Simon calls the United States the “jailingest” nation on the planet while pointing out that we account for 25% of the world’s prison population even though we’re home to just 5% of its people. Mass incarceration, the film reveals, has become a self-sustaining, highly lucrative industry and America’s drug laws have come to function largely as a means of fueling it and controlling the lower class. Two of the picture’s most harrowing statistics: 56% of those in jail for drug crimes are African Americans. Half a million of this country’s incarcerated are behind bars for nonviolent drug crimes.

The picture features interviews with several such individuals and, in the process, drives home the draconian nature of America’s drug laws in general and the more recently implemented system of mandatory minimum sentences in particular. Aside from helping to make the operation of private penitentiaries immensely profitable, the filmmaker suggests, it’s difficult to see what good they could possibly be purported to do.

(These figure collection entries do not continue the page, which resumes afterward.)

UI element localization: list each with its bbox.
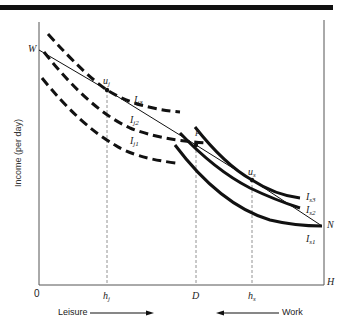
curve-ij2 <box>44 52 206 143</box>
label-h: H <box>327 277 334 287</box>
label-ij1: Ij1 <box>130 136 139 148</box>
point-uj <box>105 88 109 92</box>
label-is1: Is1 <box>306 234 316 246</box>
label-uj: uj <box>103 76 110 88</box>
y-axis-label: Income (per day) <box>13 103 23 203</box>
label-p: P <box>195 130 200 138</box>
label-work: Work <box>282 308 303 317</box>
tick-hj: hj <box>103 291 110 303</box>
tick-hs: hs <box>248 291 256 303</box>
label-ij2: Ij2 <box>130 115 139 127</box>
label-leisure: Leisure <box>58 308 88 317</box>
label-is3: Is3 <box>306 192 316 204</box>
label-ij3: Ij3 <box>134 95 143 107</box>
label-n: N <box>327 220 334 230</box>
label-us: us <box>248 167 256 179</box>
label-origin: 0 <box>34 289 40 299</box>
leisure-arrowhead-icon <box>146 311 154 316</box>
label-is2: Is2 <box>306 205 316 217</box>
tick-d: D <box>192 291 199 301</box>
work-arrowhead-icon <box>216 311 224 316</box>
curve-is1 <box>175 145 322 226</box>
point-p <box>194 143 198 147</box>
curve-ij3 <box>48 34 180 112</box>
label-w: W <box>28 44 36 54</box>
indifference-diagram <box>0 0 345 328</box>
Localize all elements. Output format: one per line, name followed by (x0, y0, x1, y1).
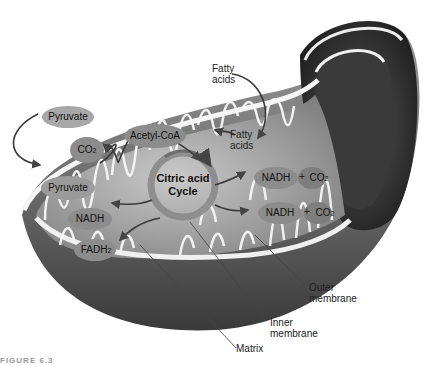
citric-acid-cycle-label: Citric acid Cycle (150, 172, 216, 198)
citric-acid-line: Citric acid (150, 172, 216, 185)
plus-sign-2: + (304, 206, 310, 217)
fatty-acids-outside-label: Fatty acids (212, 63, 235, 85)
outer-membrane-label: Outer membrane (309, 282, 357, 304)
pyruvate-inside-label: Pyruvate (41, 181, 95, 195)
pyruvate-outside-label: Pyruvate (42, 110, 94, 124)
acetyl-coa-label: Acetyl-CoA (124, 129, 186, 143)
nadh-right-2-label: NADH (258, 206, 302, 220)
nadh-right-1-label: NADH (254, 171, 298, 185)
fadh2-label: FADH2 (74, 243, 118, 257)
fatty-acids-inside-label: Fatty acids (230, 129, 253, 151)
nadh-left-label: NADH (68, 212, 112, 226)
matrix-label: Matrix (236, 343, 263, 354)
co2-right-2-label: CO2 (310, 206, 340, 220)
co2-left-label: CO2 (72, 143, 102, 157)
figure-caption: FIGURE 6.3 (0, 356, 54, 365)
inner-membrane-label: Inner membrane (270, 317, 318, 339)
co2-right-1-label: CO2 (304, 171, 334, 185)
cycle-line: Cycle (150, 185, 216, 198)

Jarecki employs a clever technique: Again and again, he introduces a film subject and keeps him on camera just long enough to register as a type-a gruff prison guard, a no-nonsense judge, etc. Then he comes back to them farther along in the film and reveals them to possess anti-drug policy stances we never would have guessed they held. In one of the picture’s most affecting passages, a judge bemoans his obligation to give a young nonviolent black offender forty years. He attempts to override the system and recommends a more humane sentence but the system overrides him.

The most startling use of this technique involves the man who declared the war in the first place. Nixon’s the last person many would suspect of having nuanced, compassionate views on the subject but Jarecki doubles back to remind the viewer that, unlike the present approach, two-thirds of his administration’s drug fighting budget was dedicated to treatment.

Now there’s a quaint idea: helping people rather than simply warehousing them.